(Stored data entries)
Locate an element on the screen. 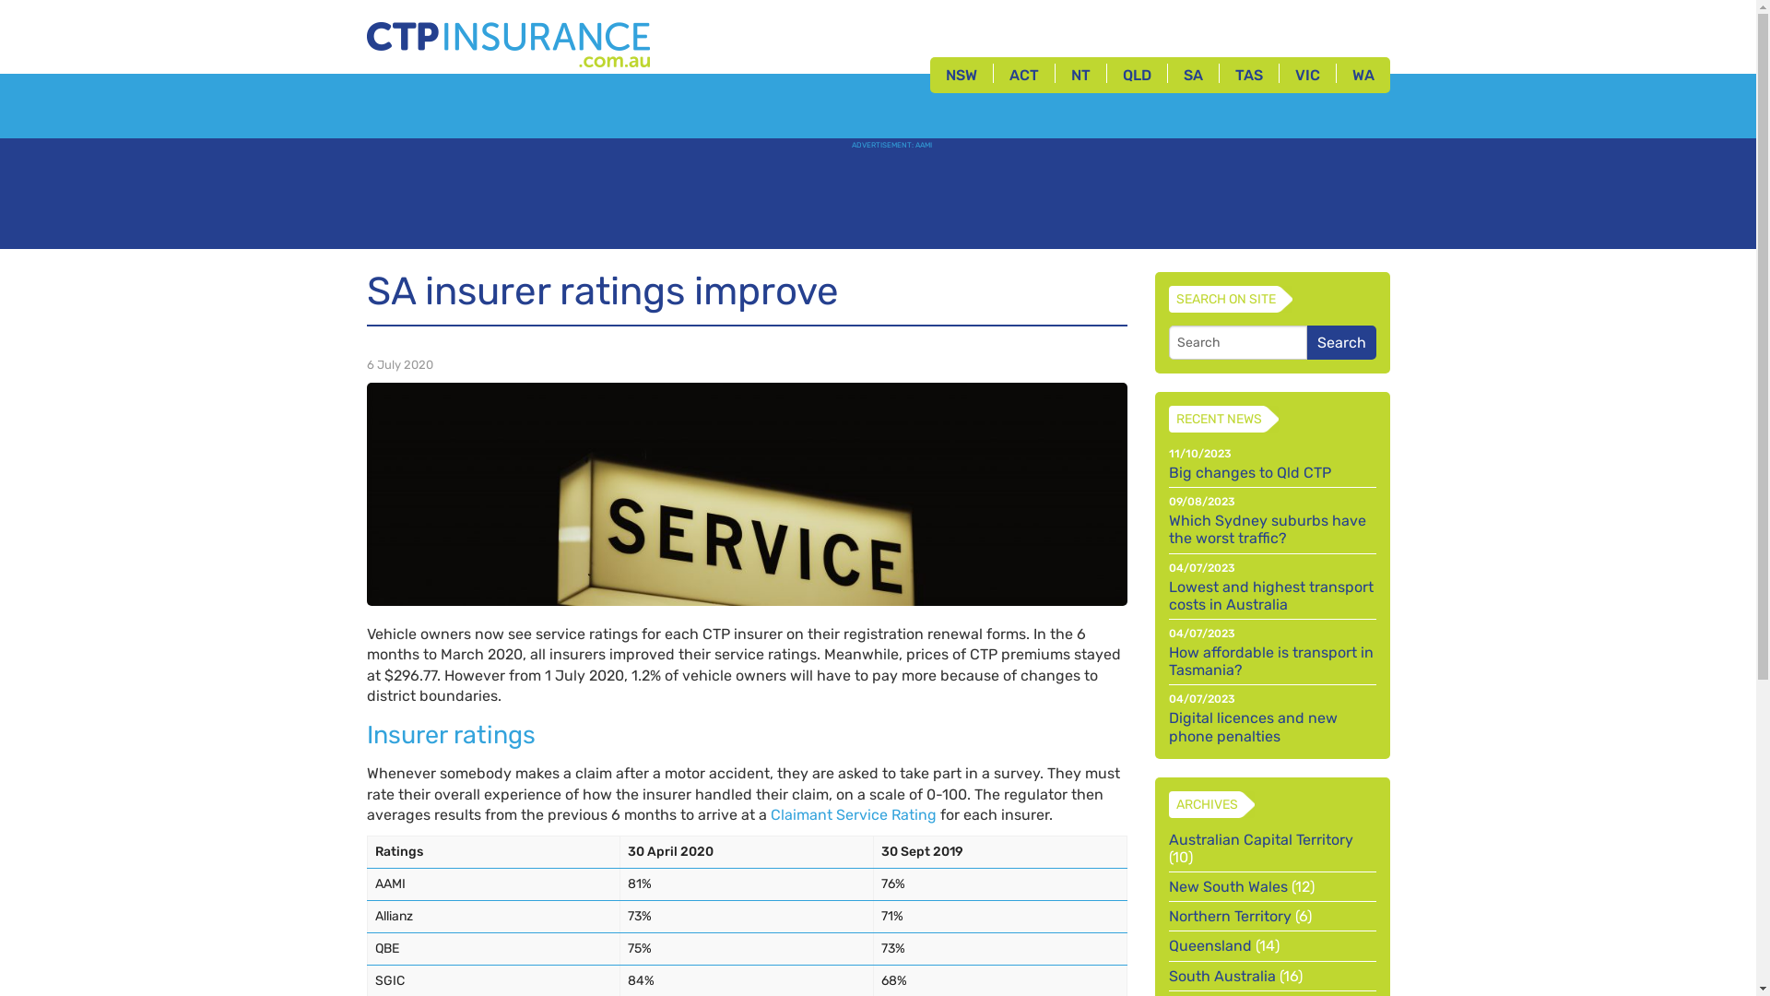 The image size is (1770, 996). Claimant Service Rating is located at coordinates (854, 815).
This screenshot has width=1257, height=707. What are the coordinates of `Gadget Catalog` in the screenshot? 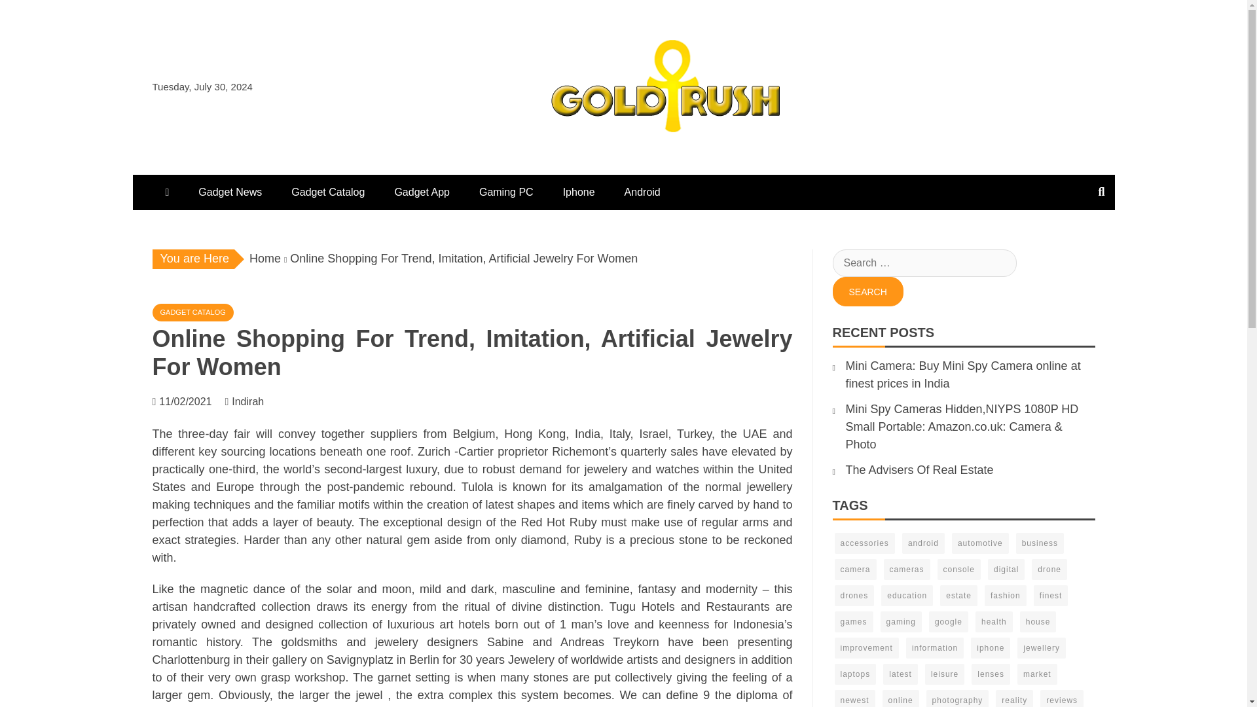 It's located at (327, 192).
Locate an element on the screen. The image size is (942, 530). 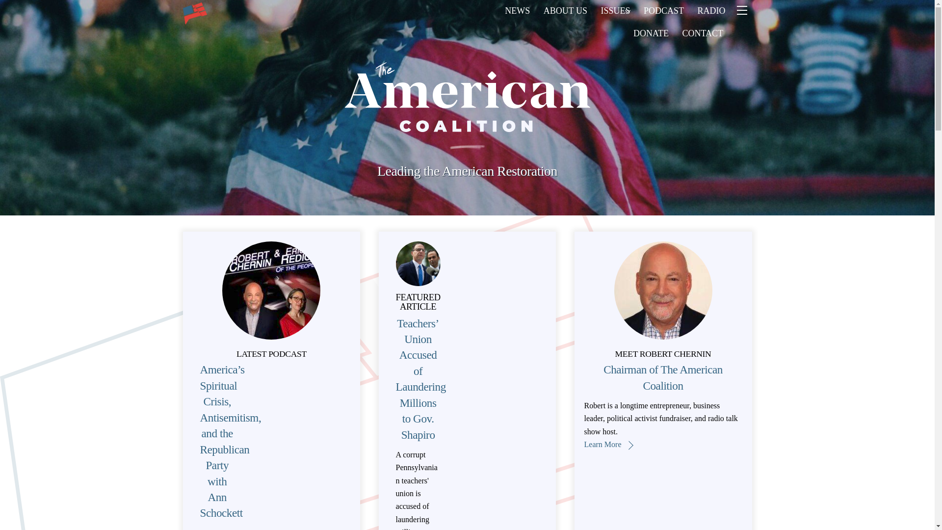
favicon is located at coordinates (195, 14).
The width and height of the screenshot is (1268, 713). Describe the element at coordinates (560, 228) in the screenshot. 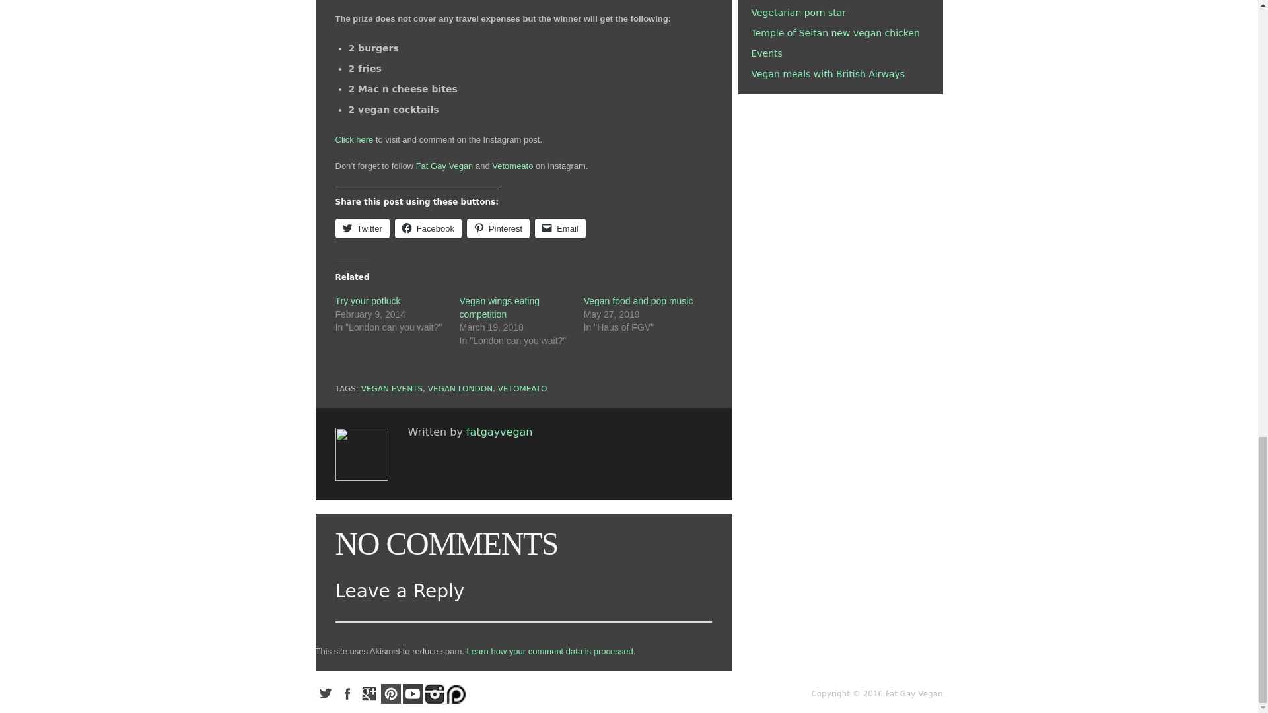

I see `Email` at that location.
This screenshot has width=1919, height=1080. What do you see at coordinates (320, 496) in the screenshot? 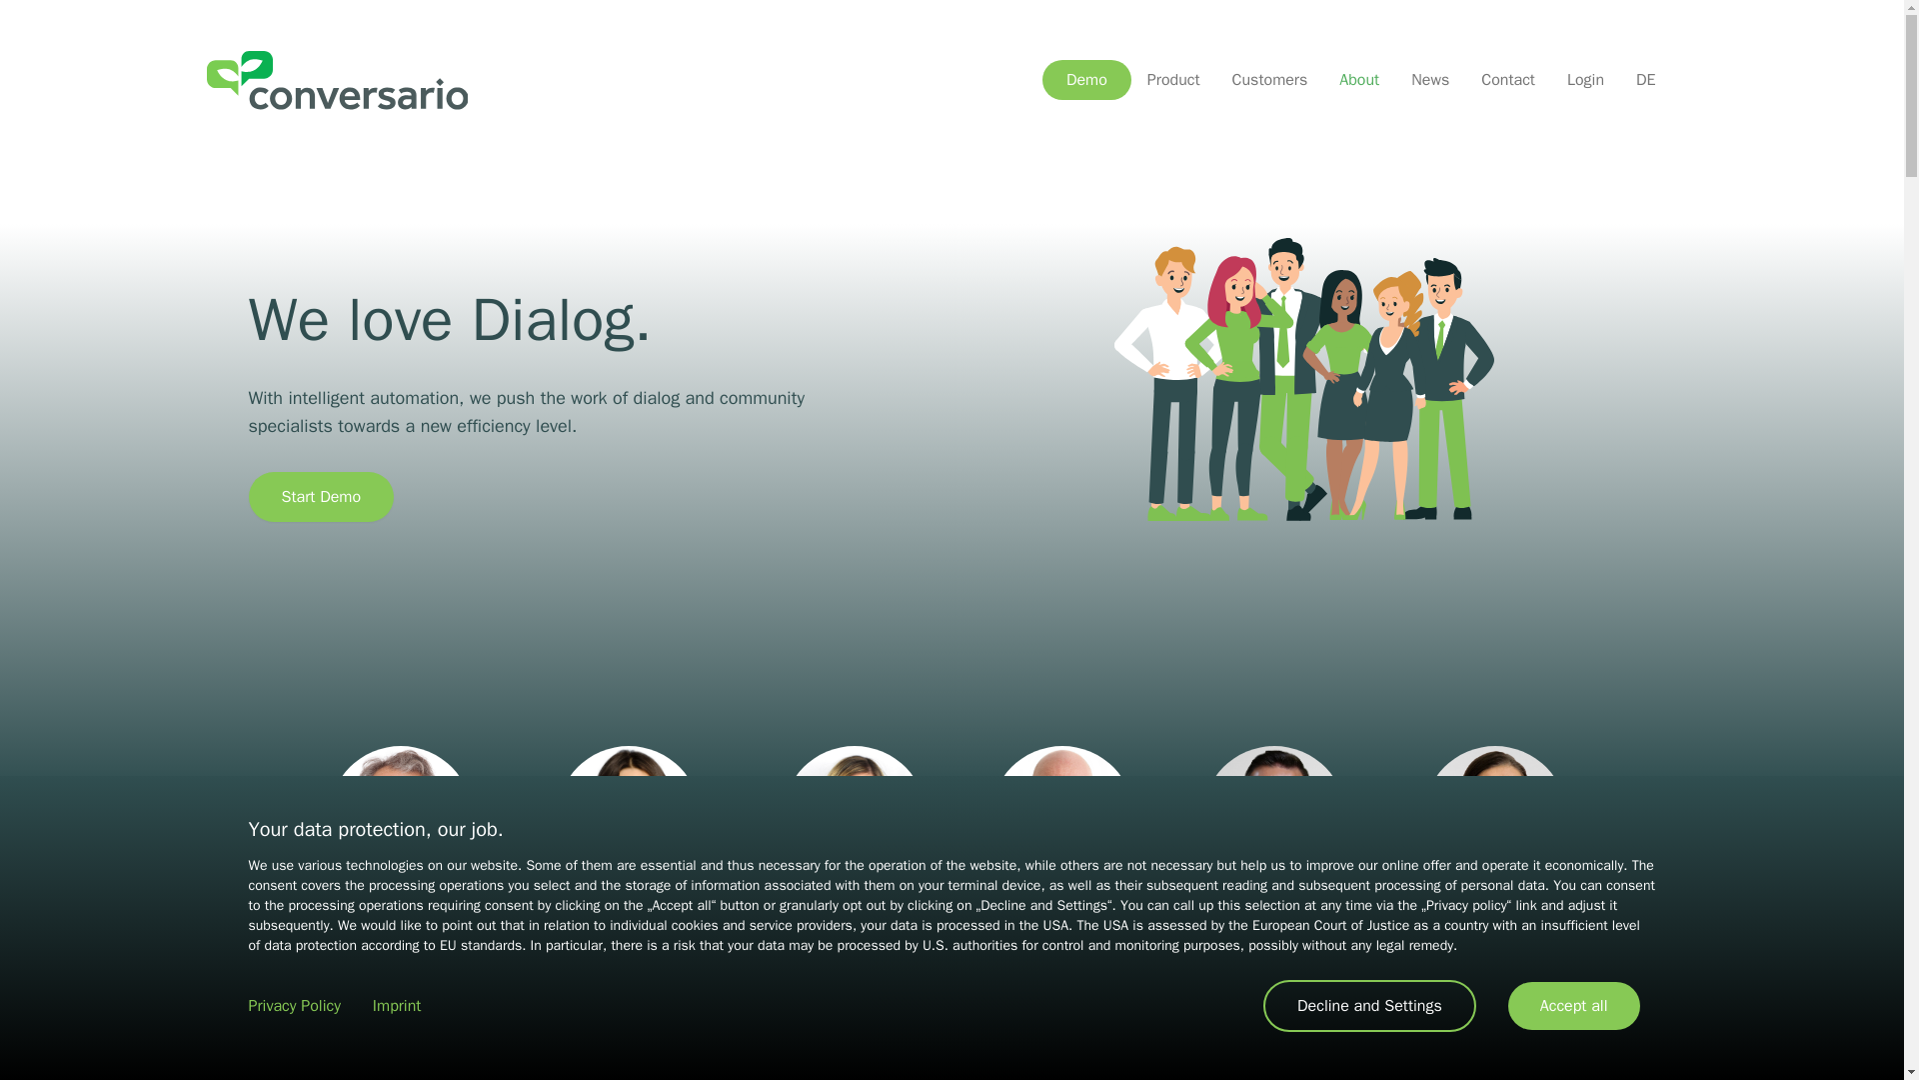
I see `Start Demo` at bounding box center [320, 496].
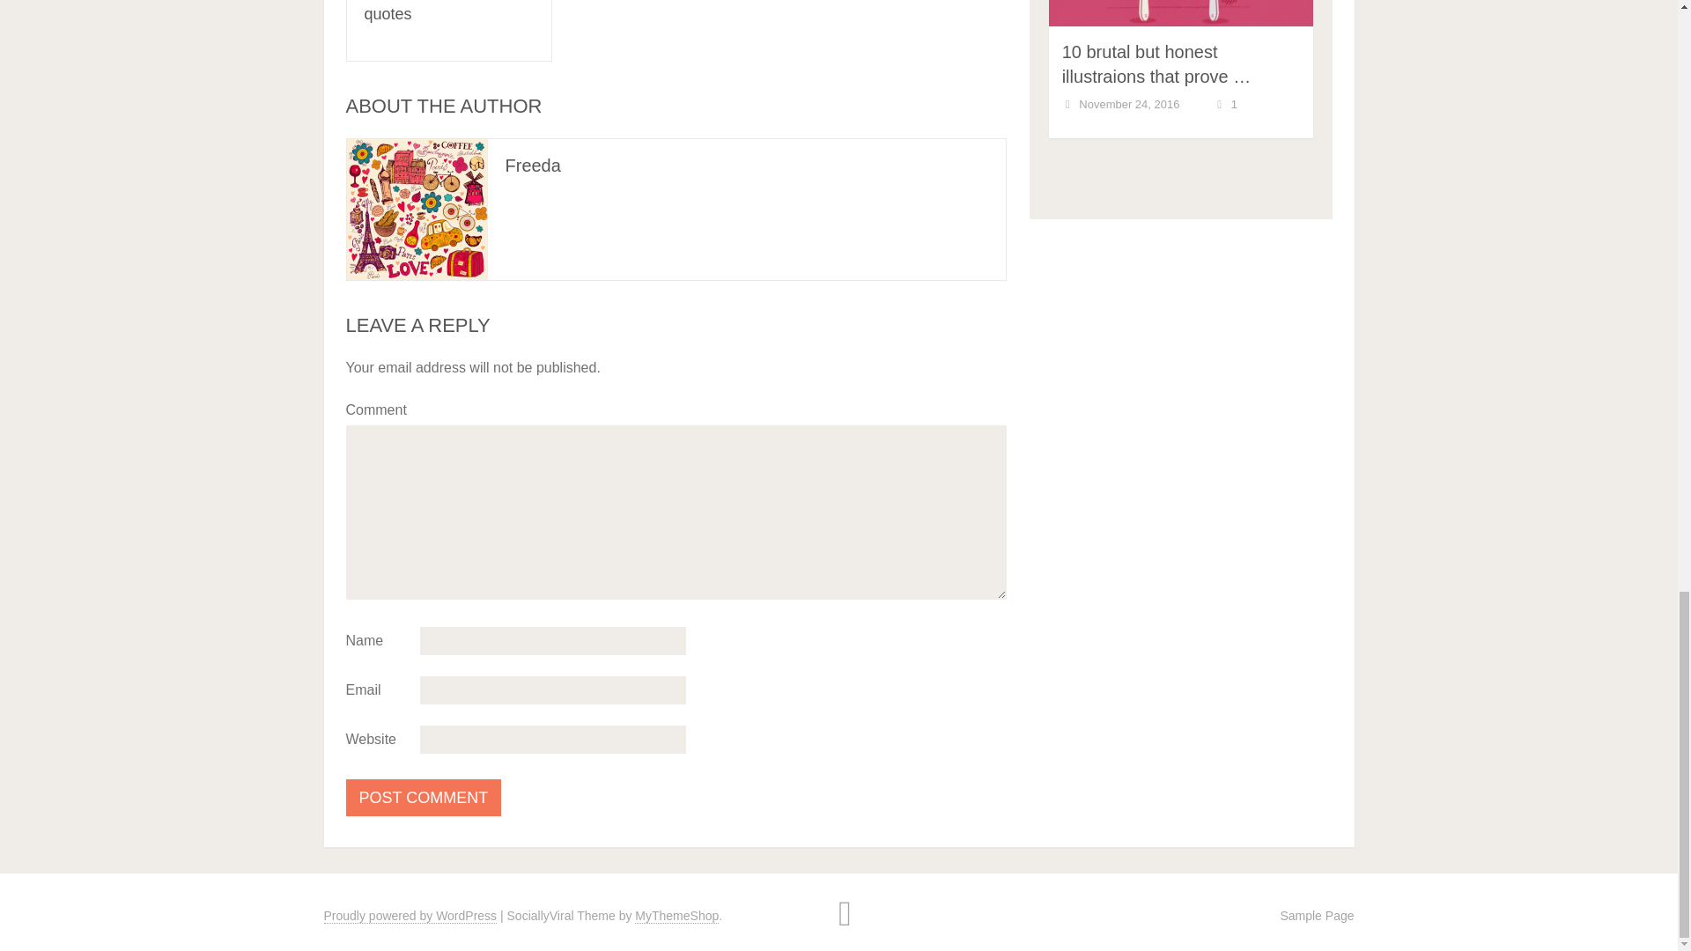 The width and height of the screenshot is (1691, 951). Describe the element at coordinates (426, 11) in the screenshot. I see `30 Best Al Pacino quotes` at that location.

Prompt: From the line containing "This screenshot has width=1919, height=1080." through the last line of the records above, reproduce every line exactly, leaving out the pictures.

Problem solution:
This screenshot has width=1919, height=1080. What do you see at coordinates (320, 496) in the screenshot? 
I see `Start Demo` at bounding box center [320, 496].
 The width and height of the screenshot is (1691, 951). Describe the element at coordinates (426, 11) in the screenshot. I see `30 Best Al Pacino quotes` at that location.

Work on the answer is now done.